COMMENT: Why the Greens 'Hey, Clint' moment matters
Palpable glee coming out of the Green and Labour camps at the destructive impact of their power policy is highly revealing.
Palpable glee coming out of the Green and Labour camps at the destructive impact of their power policy is highly revealing.
Has any multi-billion dollar policy ever been made with such an air of frivolity as the Greens/Labour parties' power plan?
The plan – which would involve interposing a government-run wholesaler into the market to set prices – shaved several hundred million dollars off the value of electricity market companies, taking investors in the New Zealand sharemarket by surprise, if not shock.
It has to be one of the most expensive branding exercises in this country's history.
For that is all it is.
The entire purpose of the exercise is to brand the Greens and Labour as distinct from the present government – and also as distinct from the last Labour government.
There is even a neat little distinction, at the detail level, between their two power plans, so as to allow them to brand themselves as different from one another.
You and I are paying for this branding exercise through the cut in value of taxpayer-owned companies in the electricity sector.
Those who invest in the private sector firms – either directly or through KiwiSaver accounts – are also paying for it.
Chilling effect
And that is the entire purpose of the Greens/Labour power plan. While it might deliver cheaper power prices in the short term, its chilling effect on private investment is going to cause higher prices over the medium to long term.
There is something essentially frivolous about anyone who would cheerfully rip up the value of some of the country's largest firms, and the value of the investment in those firms, simply for a political positioning exercise.
This is why the exchange caught by TV3 between Green energy spokesman Gareth Hughes and party spin zambuck Clint Smith was so telling.
For those who missed it, Mr Hughes was asked if the party was pleased at the reaction: Mr Hughes paused, turned to Mr Smith and asked "Hey, Clint – are we pleased?"
It was telling that he even had to ask.
But the almost palpable glee coming out of the Green and Labour camps at the destructive impact of their policy is highly revealing.
It underlines – not for the first time – the problem with the makeup of both parties. They are dominated at the MP and the staff level by the sub-genus homo politicus.
That is, they are full of people who have done nothing in their lives apart from politics. All parties have a complement of this group, but with Labour and the Greens the group has reached critical mass.
This group has been involved in politics at university, moved from there to various political/union offices and then into parliament.
There is little real world experience and everything is viewed through a very narrow prism of political advantage.
It's the sort of attitude which means the value destruction seen this week can be just laughed off.
There will, unless we are careful, be more such frivolous policies to come.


● **About this exercise**
Transcribe all of the data, leaving nothing out and changing nothing.

● **Figure record listings**
Segment Open
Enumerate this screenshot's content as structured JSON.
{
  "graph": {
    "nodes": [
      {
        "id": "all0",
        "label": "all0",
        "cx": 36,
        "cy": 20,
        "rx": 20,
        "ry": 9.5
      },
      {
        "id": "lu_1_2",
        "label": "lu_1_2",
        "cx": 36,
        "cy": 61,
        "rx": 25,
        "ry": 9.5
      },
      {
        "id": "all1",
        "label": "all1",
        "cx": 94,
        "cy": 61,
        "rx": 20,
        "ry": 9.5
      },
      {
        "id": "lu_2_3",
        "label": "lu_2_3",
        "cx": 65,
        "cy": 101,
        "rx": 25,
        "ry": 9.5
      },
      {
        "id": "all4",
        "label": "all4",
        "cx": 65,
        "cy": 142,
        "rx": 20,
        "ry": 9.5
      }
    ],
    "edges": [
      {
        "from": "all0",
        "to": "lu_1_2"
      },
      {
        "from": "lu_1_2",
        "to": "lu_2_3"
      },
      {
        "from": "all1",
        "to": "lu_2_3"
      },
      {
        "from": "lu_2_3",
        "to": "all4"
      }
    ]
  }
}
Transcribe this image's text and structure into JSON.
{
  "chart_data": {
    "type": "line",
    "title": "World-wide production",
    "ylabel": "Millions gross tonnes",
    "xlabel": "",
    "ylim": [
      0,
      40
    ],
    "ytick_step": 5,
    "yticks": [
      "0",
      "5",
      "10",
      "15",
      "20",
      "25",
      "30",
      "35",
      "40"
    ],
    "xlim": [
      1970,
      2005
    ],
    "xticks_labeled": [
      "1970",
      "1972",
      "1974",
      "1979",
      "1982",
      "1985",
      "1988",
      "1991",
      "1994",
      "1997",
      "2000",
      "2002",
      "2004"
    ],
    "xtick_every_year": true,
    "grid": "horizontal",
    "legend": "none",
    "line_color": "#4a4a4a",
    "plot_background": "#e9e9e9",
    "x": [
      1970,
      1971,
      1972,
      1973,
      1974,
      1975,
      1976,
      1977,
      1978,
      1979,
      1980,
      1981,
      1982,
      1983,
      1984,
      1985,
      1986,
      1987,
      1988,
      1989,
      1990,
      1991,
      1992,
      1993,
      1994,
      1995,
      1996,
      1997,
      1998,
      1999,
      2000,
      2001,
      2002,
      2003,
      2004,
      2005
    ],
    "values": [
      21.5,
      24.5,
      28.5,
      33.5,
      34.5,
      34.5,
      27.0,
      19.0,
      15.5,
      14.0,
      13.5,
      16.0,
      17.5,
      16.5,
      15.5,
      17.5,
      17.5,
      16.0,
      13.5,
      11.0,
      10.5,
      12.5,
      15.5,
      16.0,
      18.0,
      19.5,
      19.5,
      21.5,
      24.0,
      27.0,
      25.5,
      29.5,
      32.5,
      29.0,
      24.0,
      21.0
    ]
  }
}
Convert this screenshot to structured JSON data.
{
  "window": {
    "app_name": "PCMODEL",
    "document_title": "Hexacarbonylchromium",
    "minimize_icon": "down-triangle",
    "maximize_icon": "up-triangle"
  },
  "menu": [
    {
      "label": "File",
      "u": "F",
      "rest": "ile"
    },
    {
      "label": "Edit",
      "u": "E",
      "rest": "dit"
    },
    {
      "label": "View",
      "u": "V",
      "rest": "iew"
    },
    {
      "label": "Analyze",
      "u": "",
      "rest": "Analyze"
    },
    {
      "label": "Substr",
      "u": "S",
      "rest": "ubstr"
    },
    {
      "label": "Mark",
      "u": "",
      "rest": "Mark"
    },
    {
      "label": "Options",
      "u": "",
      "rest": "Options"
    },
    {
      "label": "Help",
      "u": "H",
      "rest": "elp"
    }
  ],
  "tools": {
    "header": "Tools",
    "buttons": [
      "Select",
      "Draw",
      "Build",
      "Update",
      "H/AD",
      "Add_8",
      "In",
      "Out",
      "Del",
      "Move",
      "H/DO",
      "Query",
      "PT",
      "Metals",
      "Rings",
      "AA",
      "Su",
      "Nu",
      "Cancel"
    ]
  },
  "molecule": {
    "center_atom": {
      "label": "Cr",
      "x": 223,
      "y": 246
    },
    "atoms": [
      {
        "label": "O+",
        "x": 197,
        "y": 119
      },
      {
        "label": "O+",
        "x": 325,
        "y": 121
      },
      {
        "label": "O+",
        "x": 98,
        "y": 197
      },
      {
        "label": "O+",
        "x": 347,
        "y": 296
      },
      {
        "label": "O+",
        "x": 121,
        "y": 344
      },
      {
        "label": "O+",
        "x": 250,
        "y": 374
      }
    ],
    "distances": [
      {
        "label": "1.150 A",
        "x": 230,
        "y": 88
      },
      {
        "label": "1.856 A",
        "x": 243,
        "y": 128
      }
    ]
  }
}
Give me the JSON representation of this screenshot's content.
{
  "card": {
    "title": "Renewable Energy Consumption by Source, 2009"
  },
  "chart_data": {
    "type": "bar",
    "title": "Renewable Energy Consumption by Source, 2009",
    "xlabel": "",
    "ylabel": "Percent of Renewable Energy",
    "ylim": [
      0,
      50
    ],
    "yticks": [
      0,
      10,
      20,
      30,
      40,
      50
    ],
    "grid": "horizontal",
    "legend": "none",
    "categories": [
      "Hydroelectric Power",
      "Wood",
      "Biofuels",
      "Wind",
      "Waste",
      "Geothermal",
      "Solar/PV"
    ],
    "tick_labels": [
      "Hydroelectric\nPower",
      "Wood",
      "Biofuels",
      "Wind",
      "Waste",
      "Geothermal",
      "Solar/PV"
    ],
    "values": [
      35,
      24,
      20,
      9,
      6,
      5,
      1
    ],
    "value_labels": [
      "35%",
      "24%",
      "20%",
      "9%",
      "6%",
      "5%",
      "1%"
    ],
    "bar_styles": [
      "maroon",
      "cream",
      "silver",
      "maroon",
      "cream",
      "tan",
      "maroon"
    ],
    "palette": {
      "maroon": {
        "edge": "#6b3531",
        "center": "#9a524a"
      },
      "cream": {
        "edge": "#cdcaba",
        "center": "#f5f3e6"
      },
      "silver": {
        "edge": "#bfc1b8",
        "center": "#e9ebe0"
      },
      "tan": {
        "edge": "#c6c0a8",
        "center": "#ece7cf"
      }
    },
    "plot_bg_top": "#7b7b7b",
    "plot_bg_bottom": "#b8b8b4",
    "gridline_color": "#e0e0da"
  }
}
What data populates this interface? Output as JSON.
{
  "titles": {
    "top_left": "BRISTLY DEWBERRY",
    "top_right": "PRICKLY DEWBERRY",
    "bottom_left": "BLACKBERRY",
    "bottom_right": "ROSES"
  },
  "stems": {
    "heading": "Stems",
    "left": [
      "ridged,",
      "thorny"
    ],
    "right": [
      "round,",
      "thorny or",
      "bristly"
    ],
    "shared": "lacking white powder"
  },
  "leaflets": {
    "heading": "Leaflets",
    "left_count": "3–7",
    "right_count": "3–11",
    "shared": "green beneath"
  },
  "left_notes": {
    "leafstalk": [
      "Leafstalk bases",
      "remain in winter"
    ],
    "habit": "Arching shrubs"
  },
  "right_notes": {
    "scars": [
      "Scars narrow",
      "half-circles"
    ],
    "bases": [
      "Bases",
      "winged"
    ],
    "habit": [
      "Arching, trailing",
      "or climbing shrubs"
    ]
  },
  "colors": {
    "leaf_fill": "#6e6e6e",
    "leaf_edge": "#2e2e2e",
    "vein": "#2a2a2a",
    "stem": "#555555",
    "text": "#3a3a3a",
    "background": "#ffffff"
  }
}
Segment Closed
● **Solution for this exercise**
Enumerate this screenshot's content as structured JSON.
{
  "graph": {
    "nodes": [
      {
        "id": "all0",
        "label": "all0",
        "cx": 36,
        "cy": 20,
        "rx": 20,
        "ry": 9.5
      },
      {
        "id": "lu_1_2",
        "label": "lu_1_2",
        "cx": 36,
        "cy": 61,
        "rx": 25,
        "ry": 9.5
      },
      {
        "id": "all1",
        "label": "all1",
        "cx": 94,
        "cy": 61,
        "rx": 20,
        "ry": 9.5
      },
      {
        "id": "lu_2_3",
        "label": "lu_2_3",
        "cx": 65,
        "cy": 101,
        "rx": 25,
        "ry": 9.5
      },
      {
        "id": "all4",
        "label": "all4",
        "cx": 65,
        "cy": 142,
        "rx": 20,
        "ry": 9.5
      }
    ],
    "edges": [
      {
        "from": "all0",
        "to": "lu_1_2"
      },
      {
        "from": "lu_1_2",
        "to": "lu_2_3"
      },
      {
        "from": "all1",
        "to": "lu_2_3"
      },
      {
        "from": "lu_2_3",
        "to": "all4"
      }
    ]
  }
}
Transcribe this image's text and structure into JSON.
{
  "chart_data": {
    "type": "line",
    "title": "World-wide production",
    "ylabel": "Millions gross tonnes",
    "xlabel": "",
    "ylim": [
      0,
      40
    ],
    "ytick_step": 5,
    "yticks": [
      "0",
      "5",
      "10",
      "15",
      "20",
      "25",
      "30",
      "35",
      "40"
    ],
    "xlim": [
      1970,
      2005
    ],
    "xticks_labeled": [
      "1970",
      "1972",
      "1974",
      "1979",
      "1982",
      "1985",
      "1988",
      "1991",
      "1994",
      "1997",
      "2000",
      "2002",
      "2004"
    ],
    "xtick_every_year": true,
    "grid": "horizontal",
    "legend": "none",
    "line_color": "#4a4a4a",
    "plot_background": "#e9e9e9",
    "x": [
      1970,
      1971,
      1972,
      1973,
      1974,
      1975,
      1976,
      1977,
      1978,
      1979,
      1980,
      1981,
      1982,
      1983,
      1984,
      1985,
      1986,
      1987,
      1988,
      1989,
      1990,
      1991,
      1992,
      1993,
      1994,
      1995,
      1996,
      1997,
      1998,
      1999,
      2000,
      2001,
      2002,
      2003,
      2004,
      2005
    ],
    "values": [
      21.5,
      24.5,
      28.5,
      33.5,
      34.5,
      34.5,
      27.0,
      19.0,
      15.5,
      14.0,
      13.5,
      16.0,
      17.5,
      16.5,
      15.5,
      17.5,
      17.5,
      16.0,
      13.5,
      11.0,
      10.5,
      12.5,
      15.5,
      16.0,
      18.0,
      19.5,
      19.5,
      21.5,
      24.0,
      27.0,
      25.5,
      29.5,
      32.5,
      29.0,
      24.0,
      21.0
    ]
  }
}
Convert this screenshot to structured JSON data.
{
  "window": {
    "app_name": "PCMODEL",
    "document_title": "Hexacarbonylchromium",
    "minimize_icon": "down-triangle",
    "maximize_icon": "up-triangle"
  },
  "menu": [
    {
      "label": "File",
      "u": "F",
      "rest": "ile"
    },
    {
      "label": "Edit",
      "u": "E",
      "rest": "dit"
    },
    {
      "label": "View",
      "u": "V",
      "rest": "iew"
    },
    {
      "label": "Analyze",
      "u": "",
      "rest": "Analyze"
    },
    {
      "label": "Substr",
      "u": "S",
      "rest": "ubstr"
    },
    {
      "label": "Mark",
      "u": "",
      "rest": "Mark"
    },
    {
      "label": "Options",
      "u": "",
      "rest": "Options"
    },
    {
      "label": "Help",
      "u": "H",
      "rest": "elp"
    }
  ],
  "tools": {
    "header": "Tools",
    "buttons": [
      "Select",
      "Draw",
      "Build",
      "Update",
      "H/AD",
      "Add_8",
      "In",
      "Out",
      "Del",
      "Move",
      "H/DO",
      "Query",
      "PT",
      "Metals",
      "Rings",
      "AA",
      "Su",
      "Nu",
      "Cancel"
    ]
  },
  "molecule": {
    "center_atom": {
      "label": "Cr",
      "x": 223,
      "y": 246
    },
    "atoms": [
      {
        "label": "O+",
        "x": 197,
        "y": 119
      },
      {
        "label": "O+",
        "x": 325,
        "y": 121
      },
      {
        "label": "O+",
        "x": 98,
        "y": 197
      },
      {
        "label": "O+",
        "x": 347,
        "y": 296
      },
      {
        "label": "O+",
        "x": 121,
        "y": 344
      },
      {
        "label": "O+",
        "x": 250,
        "y": 374
      }
    ],
    "distances": [
      {
        "label": "1.150 A",
        "x": 230,
        "y": 88
      },
      {
        "label": "1.856 A",
        "x": 243,
        "y": 128
      }
    ]
  }
}
Give me the JSON representation of this screenshot's content.
{
  "card": {
    "title": "Renewable Energy Consumption by Source, 2009"
  },
  "chart_data": {
    "type": "bar",
    "title": "Renewable Energy Consumption by Source, 2009",
    "xlabel": "",
    "ylabel": "Percent of Renewable Energy",
    "ylim": [
      0,
      50
    ],
    "yticks": [
      0,
      10,
      20,
      30,
      40,
      50
    ],
    "grid": "horizontal",
    "legend": "none",
    "categories": [
      "Hydroelectric Power",
      "Wood",
      "Biofuels",
      "Wind",
      "Waste",
      "Geothermal",
      "Solar/PV"
    ],
    "tick_labels": [
      "Hydroelectric\nPower",
      "Wood",
      "Biofuels",
      "Wind",
      "Waste",
      "Geothermal",
      "Solar/PV"
    ],
    "values": [
      35,
      24,
      20,
      9,
      6,
      5,
      1
    ],
    "value_labels": [
      "35%",
      "24%",
      "20%",
      "9%",
      "6%",
      "5%",
      "1%"
    ],
    "bar_styles": [
      "maroon",
      "cream",
      "silver",
      "maroon",
      "cream",
      "tan",
      "maroon"
    ],
    "palette": {
      "maroon": {
        "edge": "#6b3531",
        "center": "#9a524a"
      },
      "cream": {
        "edge": "#cdcaba",
        "center": "#f5f3e6"
      },
      "silver": {
        "edge": "#bfc1b8",
        "center": "#e9ebe0"
      },
      "tan": {
        "edge": "#c6c0a8",
        "center": "#ece7cf"
      }
    },
    "plot_bg_top": "#7b7b7b",
    "plot_bg_bottom": "#b8b8b4",
    "gridline_color": "#e0e0da"
  }
}
What data populates this interface? Output as JSON.
{
  "titles": {
    "top_left": "BRISTLY DEWBERRY",
    "top_right": "PRICKLY DEWBERRY",
    "bottom_left": "BLACKBERRY",
    "bottom_right": "ROSES"
  },
  "stems": {
    "heading": "Stems",
    "left": [
      "ridged,",
      "thorny"
    ],
    "right": [
      "round,",
      "thorny or",
      "bristly"
    ],
    "shared": "lacking white powder"
  },
  "leaflets": {
    "heading": "Leaflets",
    "left_count": "3–7",
    "right_count": "3–11",
    "shared": "green beneath"
  },
  "left_notes": {
    "leafstalk": [
      "Leafstalk bases",
      "remain in winter"
    ],
    "habit": "Arching shrubs"
  },
  "right_notes": {
    "scars": [
      "Scars narrow",
      "half-circles"
    ],
    "bases": [
      "Bases",
      "winged"
    ],
    "habit": [
      "Arching, trailing",
      "or climbing shrubs"
    ]
  },
  "colors": {
    "leaf_fill": "#6e6e6e",
    "leaf_edge": "#2e2e2e",
    "vein": "#2a2a2a",
    "stem": "#555555",
    "text": "#3a3a3a",
    "background": "#ffffff"
  }
}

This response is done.